I am also very much looking forward to sharing with you the stories of six valued members of the Macy Foundation family—the 2023 class of Macy Faculty Scholars. The 2023 Scholar cohort will be featured in the third season of the Macy Foundation’s Vital Voices podcast, airing later this spring. The 2023 Scholars represent the first class since the program’s transition to focusing on more diverse and early-career candidates. In our upcoming season of Vital Voices, the 2023 cohort will share their pathways into their careers as health professions educators and describe the projects that they will focus on over the next two years.

These are just a few of the many initiatives that we plan to undertake in 2024. The efforts that go into these projects, and all the work conducted by the Macy Foundation, are undertaken with the support and leadership of our committed and distinguished Board of Directors. I would like to announce some important changes in our governance that will take place in the upcoming year.

First, we extend our heartfelt gratitude to Dr. David Blumenthal, who is transitioning from Board member to Director Emeritus after 12 years of active service to the Macy Foundation, and to Mr. William H. Wright II, who, after 13 years as Board Chairman, is turning his leadership position over to Ms. Meredith Jenkins. I am genuinely grateful to David, Bill, and Meredith for everything they have contributed to the Macy Foundation over their years of service and for everything they will contribute going forward.

We are pleased to welcome two new faces to our Board: Ms. Jackie Judd and Dr. Robert Wachter. Jackie is an award-winning journalist who previously reported for ABC News, National Public Radio, and the PBS NewsHour and worked as a communications consultant with nonprofits in health and human rights. She also spent a decade at the Kaiser Family Foundation focusing on health policy communications and training journalists in countries with emerging AIDS epidemics.
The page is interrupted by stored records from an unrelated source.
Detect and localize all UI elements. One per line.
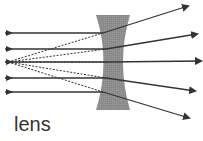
arrow-icon (6, 89, 13, 95)
arrow-icon (6, 30, 13, 36)
lens-label: lens (14, 114, 51, 134)
arrow-icon (6, 59, 13, 65)
incoming-rays (5, 33, 107, 92)
arrow-icon (6, 75, 13, 81)
arrow-icon (6, 46, 13, 52)
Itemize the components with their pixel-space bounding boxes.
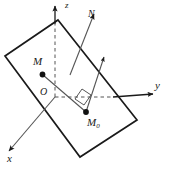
y-axis-label: y	[155, 80, 160, 91]
normal-vector-at-m0	[86, 57, 104, 112]
figure-canvas	[0, 0, 172, 169]
y-axis-solid-segment	[113, 94, 153, 97]
point-m0-marker	[83, 109, 89, 115]
point-m0-subscript: 0	[96, 122, 100, 130]
normal-vector-N	[70, 14, 94, 75]
point-m-marker	[40, 72, 46, 78]
point-m0-base: M	[87, 116, 96, 128]
x-axis	[9, 97, 55, 151]
point-m0-label: M0	[87, 117, 100, 128]
origin-label: O	[40, 87, 47, 97]
plane-parallelogram	[5, 20, 137, 157]
point-m-label: M	[33, 56, 42, 67]
geometry-figure: z N M O M0 y x	[0, 0, 172, 169]
z-axis-label: z	[65, 1, 69, 10]
segment-m-to-m0	[43, 75, 86, 112]
x-axis-label: x	[7, 153, 12, 164]
normal-vector-label: N	[88, 9, 95, 19]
Bob, who is professor and chair of the department of medicine at UCSF, is also a best-selling author, considered the “father” of the hospitalist field in medicine, was ranked the most influential physician-executive in the U.S. in 2015 by Modern Healthcare, and served as a trusted source of information during the COVID-19 pandemic.

Finally, all of us at the Macy Foundation extend a heartfelt “thank you” to everyone who engages with us—as applicants and grantees, conferees, Macy Faculty Scholars, podcast guests and listeners, webinar participants, social media followers, and other roles—to help us advance our priorities. We are grateful to have built such a strong community of educators, learners, administrators, executives, providers, researchers, professionals, advocates, and friends who share our interest in and commitment to optimizing the educational experiences of health professions learners as a way to improve health and health care for all of us. We are honored to support and promote the exciting, innovative, and important work that you and your colleagues do. Thank you and happy New Year!

Holly J. Humphrey's signature

More News and Commentary

Read

Learning In and From High-Performing Interprofessional Teams

Last month, Macy Foundation President Dr. Holly J. Humphrey joined Maine Medical Center’s Interprofessional Partnership to Advance Care and Education (iPACE) retreat as their keynote speaker.
Read

Vital Voices Season 2

We are excited to share a compilation of the second season of Vital Voices, a podcast of the Josiah Macy Jr. Foundation.
Read

Vital Voices Season 1

We are excited to share a compilation of the first season of Vital Voices, a podcast of the Josiah Macy Jr. Foundation.
Read

To Think, Act, and Feel Like a Nurse—Why Professional Identity Formation Matters

What do beginning learners really know about the discipline they have chosen? In listening to nursing students over the years, it’s often a meaningful experience that leads them to choose professional nursing.